Dataset records below:

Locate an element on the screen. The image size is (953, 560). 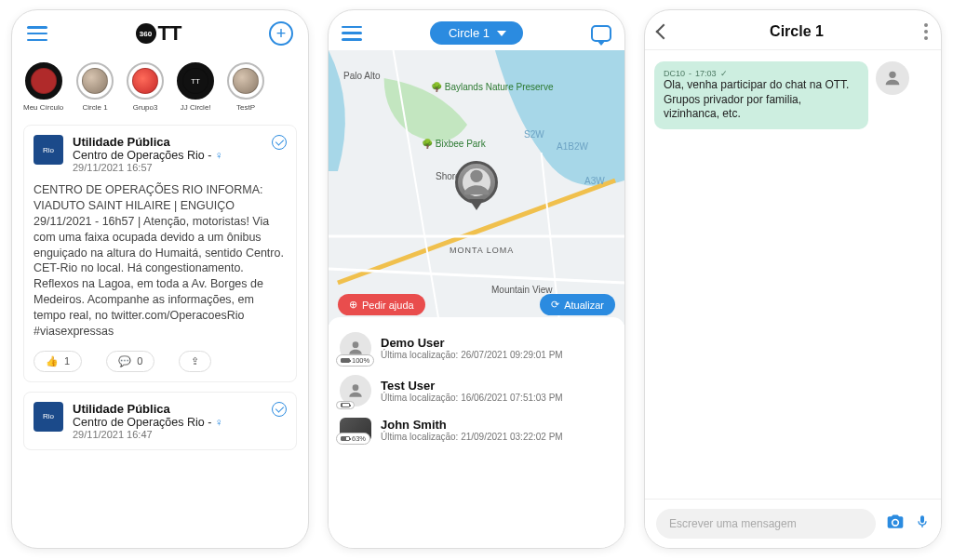
logo-text: TT is located at coordinates (169, 33).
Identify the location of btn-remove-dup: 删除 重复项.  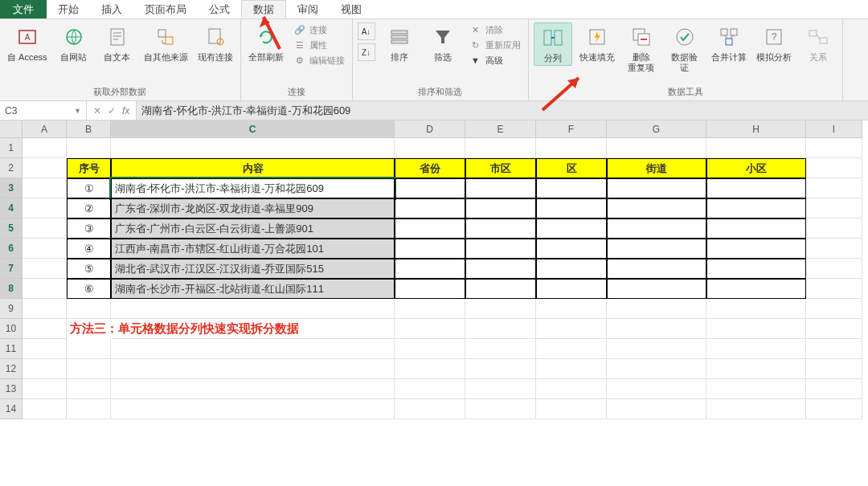
(641, 48).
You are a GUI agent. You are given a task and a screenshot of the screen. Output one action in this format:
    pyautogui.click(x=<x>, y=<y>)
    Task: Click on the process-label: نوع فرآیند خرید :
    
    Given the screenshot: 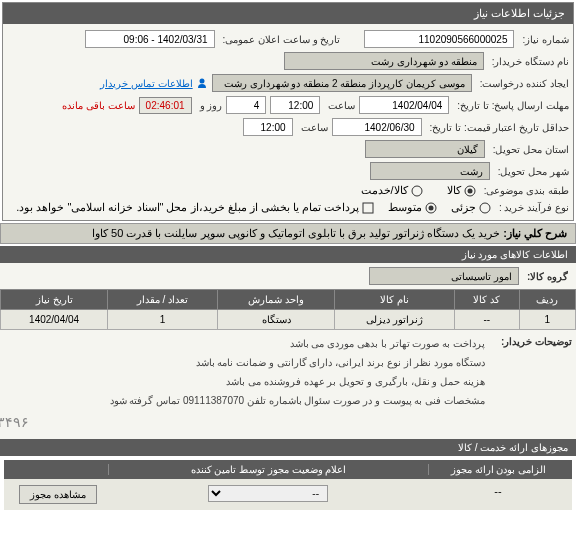 What is the action you would take?
    pyautogui.click(x=532, y=208)
    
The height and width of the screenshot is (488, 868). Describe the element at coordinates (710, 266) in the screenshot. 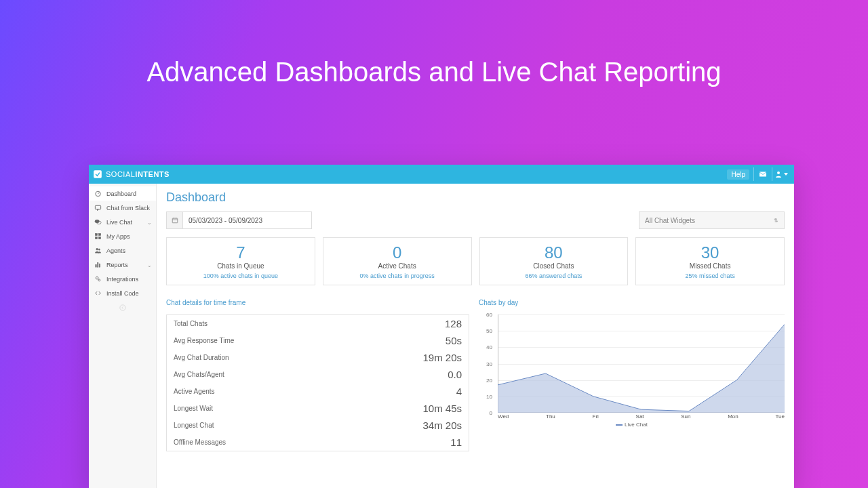

I see `stat-label: Missed Chats` at that location.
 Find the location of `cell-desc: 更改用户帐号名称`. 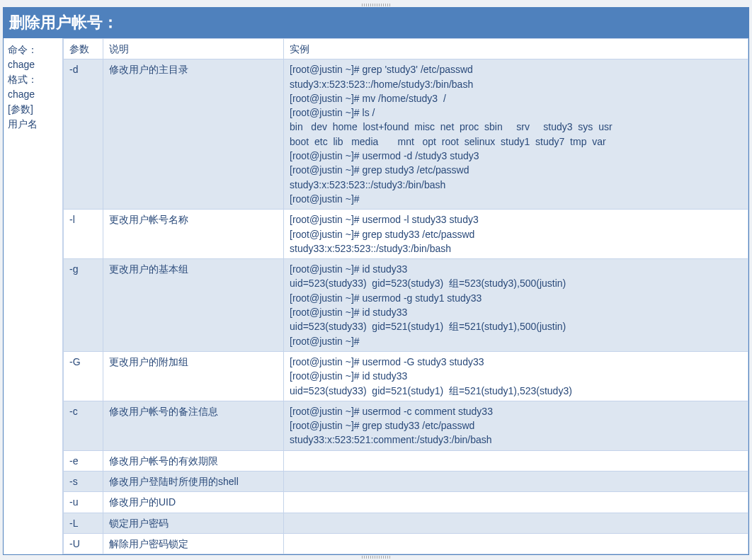

cell-desc: 更改用户帐号名称 is located at coordinates (194, 234).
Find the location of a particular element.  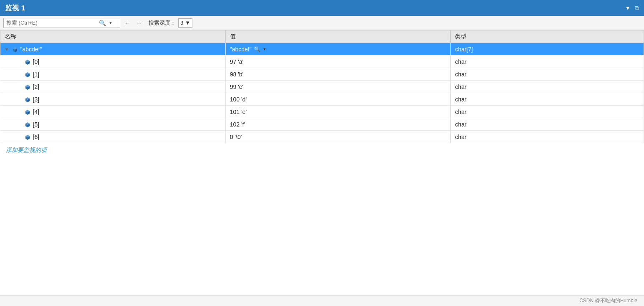

name-cell-idx0: [0] is located at coordinates (113, 62).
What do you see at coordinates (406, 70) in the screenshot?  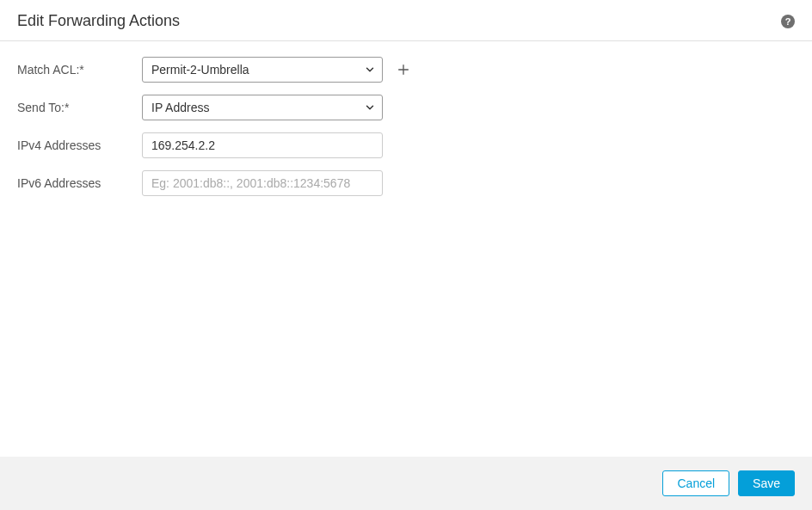 I see `row-match-acl: Match ACL:* Permit-2-Umbrella` at bounding box center [406, 70].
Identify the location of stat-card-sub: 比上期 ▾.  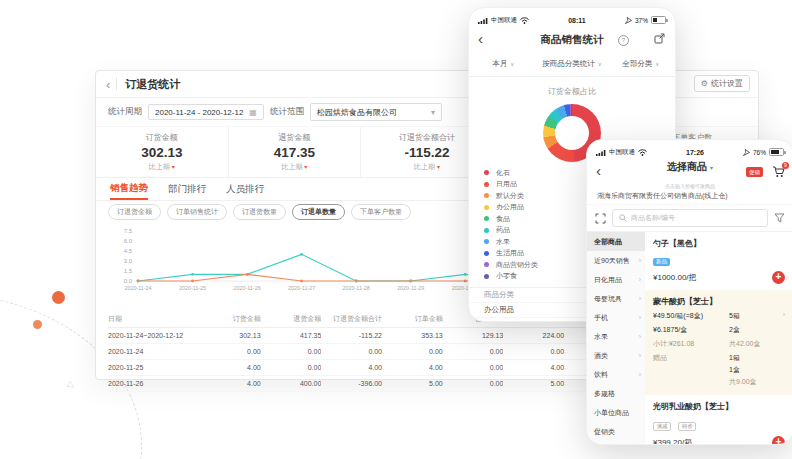
(295, 167).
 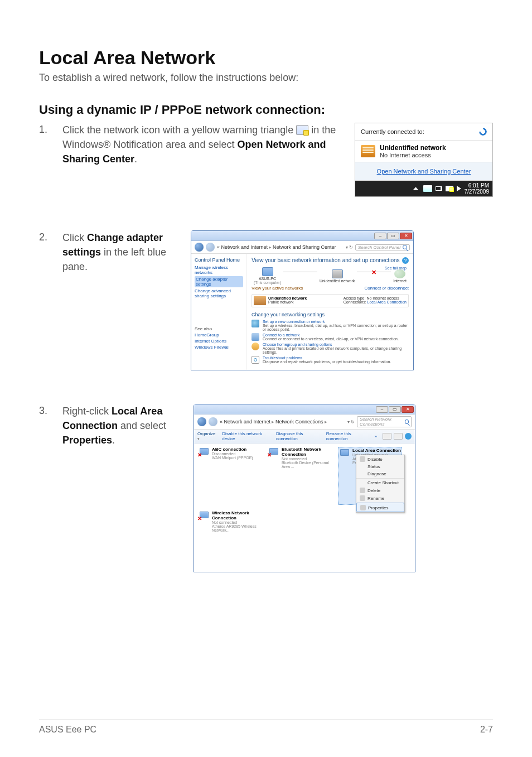 What do you see at coordinates (207, 436) in the screenshot?
I see `organize-menu: Organize` at bounding box center [207, 436].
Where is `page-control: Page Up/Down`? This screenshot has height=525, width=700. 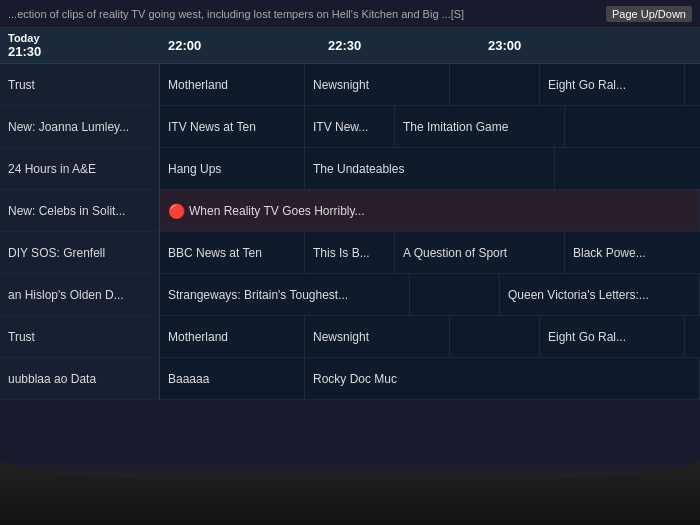 page-control: Page Up/Down is located at coordinates (649, 14).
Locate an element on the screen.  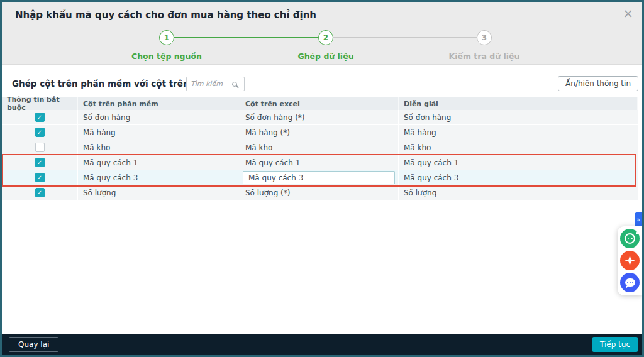
header-description: Diễn giải is located at coordinates (518, 104).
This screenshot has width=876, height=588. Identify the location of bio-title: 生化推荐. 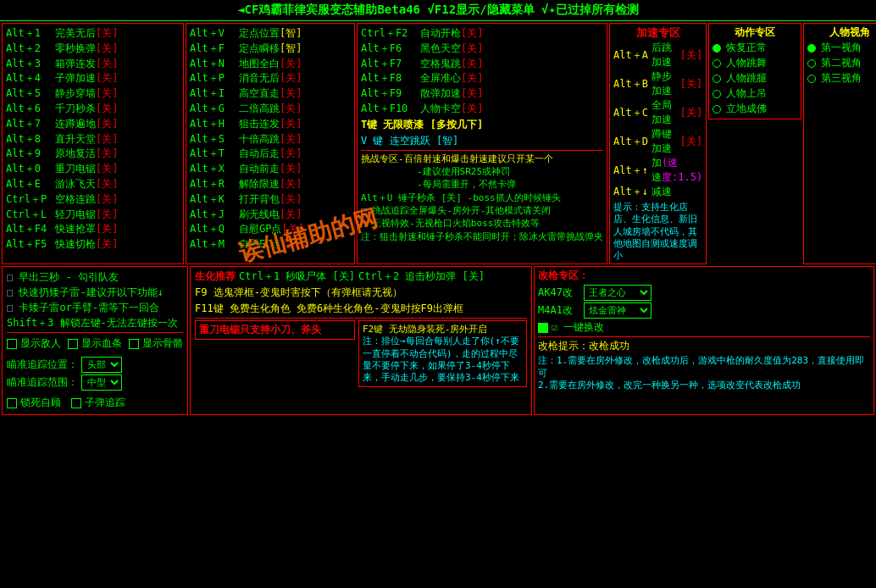
(215, 276).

End of Dataset records.

Problem to work on: Print the lines from the beginning of the records up to and including the line containing "Task: Click on", word for word, with no pictures.

Answer section:
Locate an element on the screen. The image size is (953, 560). 
logo-text: TT is located at coordinates (169, 33).
Identify the location of btn-remove-dup: 删除 重复项.  
(641, 48).
You are a GUI agent. You are given a task and a screenshot of the screen. Output one action in this format:
    pyautogui.click(x=<x>, y=<y>)
    Task: Click on the process-label: نوع فرآیند خرید :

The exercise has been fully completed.